The Great Idaho Beer Ripoff: Fans Expose How Sports Venues Cheat Patrons

The Great Idaho Beer Ripoff: Fans Expose How Sports Venues Cheat Patrons

It’s not the size of the beer. It’s the shape of the cup.

That’s the pricing philosophy that has governed beer sales at Boise’s CenturyLink Arena. As expected, hockey enthusiasts were too drunk to notice. But two fans–Heath Forsey and Gwen Hibbs–finally figured out the scam in which the volume of taller $7 beers actually poured without spillage into the $4 cups. They broadcast the evidence on YouTube. Four other fans have filed a $10,000 class-action suit. Beer drinkers have rights!

As if fans needed any reason atop monopoly pricing to unilaterally declare sports arenas BYOB-zones, along comes the corporate rationalization. “It was recently brought to our attention that the amount of beer that fits in our large (20-oz) cups also fits in our regular (16-oz) cups,” Eric Trapp, the president of the Idaho Steelheads and CenturyLink Arena, explained in Orwellian fashion on Facebook. “The differentiation in the size of the two cups is too small. To correct that problem, we’re purchasing new cups for the large beers that will hold 24 ounces, instead of 20, for the remainder of this season to provide better value to our fans.”

Napoleon: Do the chickens have large talons?

Farmer: I don’t understand a word you just said.

Idahoans expressed similar confusion to Trapp’s corporatespeak. “It has been brought to my attention that you are finally aware of my hand in your pocket stealing your money and since it seems to bother you, I will now stop,” responded one Facebook commenter. The Boise Statesman pointed out that even after Trapp’s correction, fans would be wise to buy the smaller cups. Three smaller cups provide 48 ounces of beer for two dollars less than two larger cups.

The minor-league hockey arena looks like it’s conducting a minor-league swindle. But in the major leagues, the beer ripoffs grow more substantial and the subterfuge more nefarious.

By contracting with a single vendor, stadiums and arenas ensure exorbitant pricing for beer. Unlike outside the park, where bars compete for the allegiance of patrons, a one-size fits all pricing scheme rules individual beers inside the massive sports bars. Team Marketing Report placed Fenway Park as the most expensive barroom in the major leagues at 60-cents per ounce of beer. That’s more than double what Steelhead fans pay for their 16-ounce beers in Idaho. Angel Stadium proved the cheapest in the majors at 28-cents an ounce. The Street.com pegged the average cost per ounce in NFL stadiums at 41 cents. Lucas Oil Stadium charged fans the most–$7 for a 12-ounce beer, or 58 cents an ounce. NHL prices ran from 33 cents an ounce at Washington’s Verizon Center to 72 cents an ounce in Madison Square Garden.

Many venues don’t divulge that the inflated prices pay for a deliberately watered down beer–more dollars, less alcohol. A report a few years back by Michael Stetz of the San Diego Union-Tribune explored the widespread use of “stadium kegs,” special beer delivered to sports venues containing lower alcohol by volume. The paper discovered that at Petco Park Budweiser Select, Miller Lite, and Miller Genuine Draft ran 3.2 percent alcohol by volume, a little less than most light beers and much less than the 4 percent that standard Budweisers contain outside of such parks. “Padres officials say lower-alcohol beer, like higher prices, is part of an ‘alcohol management plan,’ meant to keep fans from overindulging,” the Union-Tribune reported. “They also say it’s common practice in the sports industry and hardly limited to Petco.”

So who else does it? Like CenturyLink’s proprietors, they won’t tell until somebody catches them. They certainly won’t advertise “watered down beer” when fans fork over fifteen dollars for a big-league big beer.

Heath Forsey and Gwen Hibbs, though not part of the class-action lawsuit against CenturyLink arena, remain committed to exposing the truth about the Great Idaho Beer Ripoff through social media. “Every time you buy a large beer you’re paying $3 more for the same amount of beer,” Hibbs informs on YouTube. “Come on, CenturyLink, that’s a total ripoff!”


If a line of the listing below contains the string "ylabel", count it, then give the total by itself.
══════
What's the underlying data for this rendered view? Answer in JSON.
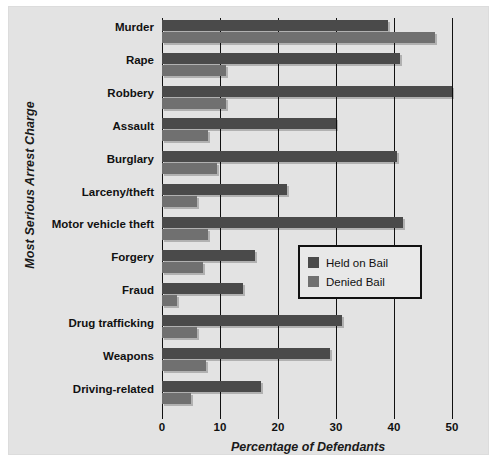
{
  "chart_data": {
    "type": "bar",
    "orientation": "horizontal",
    "title": "",
    "xlabel": "Percentage of Defendants",
    "ylabel": "Most Serious Arrest Charge",
    "xlim": [
      0,
      50
    ],
    "xticks": [
      0,
      10,
      20,
      30,
      40,
      50
    ],
    "xticklabels": [
      "0",
      "10",
      "20",
      "30",
      "40",
      "50"
    ],
    "grid": "vertical",
    "legend_position": "center-right-inside",
    "categories": [
      "Murder",
      "Rape",
      "Robbery",
      "Assault",
      "Burglary",
      "Larceny/theft",
      "Motor vehicle theft",
      "Forgery",
      "Fraud",
      "Drug trafficking",
      "Weapons",
      "Driving-related"
    ],
    "series": [
      {
        "name": "Held on Bail",
        "color": "#4a4a4a",
        "values": [
          39,
          41,
          50,
          30,
          40.5,
          21.5,
          41.5,
          16,
          14,
          31,
          29,
          17
        ]
      },
      {
        "name": "Denied Bail",
        "color": "#707070",
        "values": [
          47,
          11,
          11,
          8,
          9.5,
          6,
          8,
          7,
          2.5,
          6,
          7.5,
          5
        ]
      }
    ]
  },
  "legend": {
    "items": [
      {
        "label": "Held on Bail",
        "swatch": "held"
      },
      {
        "label": "Denied Bail",
        "swatch": "denied"
      }
    ]
  }
}
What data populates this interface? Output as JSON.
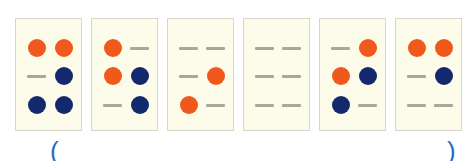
{
  "colors": {
    "orange": "#f0581c",
    "navy": "#13296e",
    "dash": "#a9a69d",
    "card": "#fdfbe9",
    "paren": "#1e6fc4"
  },
  "cards": [
    {
      "cells": [
        [
          "orange",
          "orange"
        ],
        [
          "dash",
          "navy"
        ],
        [
          "navy",
          "navy"
        ]
      ]
    },
    {
      "cells": [
        [
          "orange",
          "dash"
        ],
        [
          "orange",
          "navy"
        ],
        [
          "dash",
          "navy"
        ]
      ]
    },
    {
      "cells": [
        [
          "dash",
          "dash"
        ],
        [
          "dash",
          "orange"
        ],
        [
          "orange",
          "dash"
        ]
      ]
    },
    {
      "cells": [
        [
          "dash",
          "dash"
        ],
        [
          "dash",
          "dash"
        ],
        [
          "dash",
          "dash"
        ]
      ]
    },
    {
      "cells": [
        [
          "dash",
          "orange"
        ],
        [
          "orange",
          "navy"
        ],
        [
          "navy",
          "dash"
        ]
      ]
    },
    {
      "cells": [
        [
          "orange",
          "orange"
        ],
        [
          "dash",
          "navy"
        ],
        [
          "dash",
          "dash"
        ]
      ]
    }
  ],
  "answer": {
    "open": "(",
    "close": ")",
    "value": ""
  }
}
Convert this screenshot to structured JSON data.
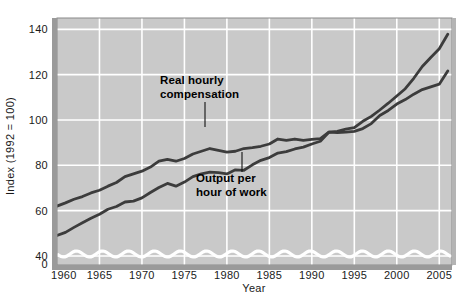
{
  "chart_data": {
    "type": "line",
    "title": "",
    "xlabel": "Year",
    "ylabel": "Index (1992 = 100)",
    "xlim": [
      1960,
      2006.5
    ],
    "ylim": [
      36,
      145
    ],
    "ylim_display": [
      0,
      140
    ],
    "grid": true,
    "legend_position": "inline-annotations",
    "axis_break": {
      "present": true,
      "between": [
        0,
        40
      ],
      "style": "wavy-white-line"
    },
    "xticks": [
      1960,
      1965,
      1970,
      1975,
      1980,
      1985,
      1990,
      1995,
      2000,
      2005
    ],
    "xtick_labels": [
      "1960",
      "1965",
      "1970",
      "1975",
      "1980",
      "1985",
      "1990",
      "1995",
      "2000",
      "2005"
    ],
    "yticks": [
      0,
      40,
      60,
      80,
      100,
      120,
      140
    ],
    "ytick_labels": [
      "0",
      "40",
      "60",
      "80",
      "100",
      "120",
      "140"
    ],
    "x": [
      1960,
      1961,
      1962,
      1963,
      1964,
      1965,
      1966,
      1967,
      1968,
      1969,
      1970,
      1971,
      1972,
      1973,
      1974,
      1975,
      1976,
      1977,
      1978,
      1979,
      1980,
      1981,
      1982,
      1983,
      1984,
      1985,
      1986,
      1987,
      1988,
      1989,
      1990,
      1991,
      1992,
      1993,
      1994,
      1995,
      1996,
      1997,
      1998,
      1999,
      2000,
      2001,
      2002,
      2003,
      2004,
      2005,
      2006
    ],
    "series": [
      {
        "name": "Real hourly compensation",
        "color": "#3c3c3c",
        "values": [
          62.0,
          63.4,
          65.0,
          66.2,
          67.8,
          69.0,
          70.8,
          72.4,
          75.0,
          76.2,
          77.4,
          79.2,
          81.8,
          82.6,
          81.8,
          83.0,
          85.0,
          86.2,
          87.4,
          86.6,
          85.8,
          86.2,
          87.4,
          87.8,
          88.4,
          89.4,
          91.6,
          91.0,
          91.6,
          91.0,
          91.4,
          91.8,
          94.6,
          94.4,
          94.6,
          95.0,
          96.2,
          98.4,
          102.0,
          104.2,
          107.0,
          109.0,
          111.4,
          113.4,
          114.6,
          115.8,
          121.6
        ]
      },
      {
        "name": "Output per hour of work",
        "color": "#3c3c3c",
        "values": [
          49.0,
          50.4,
          52.6,
          54.6,
          56.6,
          58.4,
          60.6,
          61.8,
          63.8,
          64.2,
          65.6,
          68.0,
          70.2,
          72.0,
          70.8,
          72.6,
          75.0,
          76.2,
          77.0,
          76.8,
          76.2,
          78.0,
          77.8,
          80.2,
          82.2,
          83.4,
          85.4,
          86.0,
          87.2,
          88.0,
          89.4,
          90.6,
          94.6,
          95.0,
          96.0,
          96.6,
          99.4,
          101.6,
          104.4,
          107.4,
          110.6,
          113.8,
          118.4,
          123.6,
          127.6,
          131.4,
          137.8
        ]
      }
    ],
    "annotations": [
      {
        "name": "real-hourly-compensation",
        "line1": "Real hourly",
        "line2": "compensation",
        "text_x": 160,
        "text_y": 84,
        "leader_x": 205,
        "leader_y1": 102,
        "leader_y2": 127
      },
      {
        "name": "output-per-hour-of-work",
        "line1": "Output per",
        "line2": "hour of work",
        "text_x": 196,
        "text_y": 182,
        "leader_x": 242,
        "leader_y1": 172,
        "leader_y2": 152
      }
    ],
    "colors": {
      "plot_background": "#c9c9c9",
      "gridline": "#ffffff",
      "line": "#3c3c3c",
      "border": "#7a7a7a",
      "text": "#1a1a1a",
      "page_background": "#ffffff"
    }
  }
}
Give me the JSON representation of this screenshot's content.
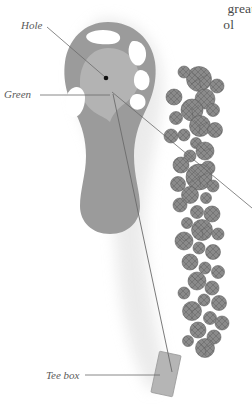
{
  "page": {
    "kind": "golf-hole-diagram",
    "background_color": "#ffffff"
  },
  "body_text": {
    "line_1": "great",
    "line_2": "ol"
  },
  "callouts": [
    {
      "id": "hole",
      "label": "Hole",
      "leader_from": [
        46,
        26
      ],
      "leader_to": [
        106,
        78
      ]
    },
    {
      "id": "green",
      "label": "Green",
      "leader_from": [
        40,
        95
      ],
      "leader_to": [
        110,
        95
      ]
    },
    {
      "id": "tee-box",
      "label": "Tee box",
      "leader_from": [
        84,
        375
      ],
      "leader_to": [
        160,
        375
      ]
    }
  ],
  "features": {
    "hole": {
      "name": "hole-marker",
      "center": [
        106,
        78
      ],
      "radius": 2.2,
      "color": "#111111"
    },
    "green": {
      "name": "putting-green",
      "fill": "#b3b3b3",
      "rough_fill": "#9b9b9b"
    },
    "fairway": {
      "name": "fairway",
      "fill": "#9b9b9b"
    },
    "tee_box": {
      "name": "tee-box-rect",
      "fill": "#b5b5b5",
      "stroke": "#8d8d8d",
      "rotation_deg": 12
    },
    "bunkers": {
      "name": "sand-bunkers",
      "fill": "#ffffff",
      "count": 5
    },
    "trees": {
      "name": "tree-cluster",
      "fill": "#8a8a8a",
      "stroke": "#5c5c5c",
      "count": 46
    }
  },
  "lines": {
    "play_line": {
      "name": "line-of-play",
      "from": [
        113,
        95
      ],
      "to": [
        172,
        370
      ],
      "color": "#6b6b6b"
    },
    "right_leader": {
      "name": "right-leader-line",
      "from": [
        112,
        92
      ],
      "to": [
        252,
        205
      ],
      "color": "#6b6b6b"
    }
  },
  "colors": {
    "rough": "#9b9b9b",
    "green": "#b3b3b3",
    "sand": "#ffffff",
    "tree": "#8a8a8a",
    "tree_edge": "#5c5c5c",
    "tee": "#b5b5b5",
    "line": "#6b6b6b",
    "text": "#4a4a4a",
    "label": "#5a5a5a"
  }
}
══════
- [Exercise solution] 2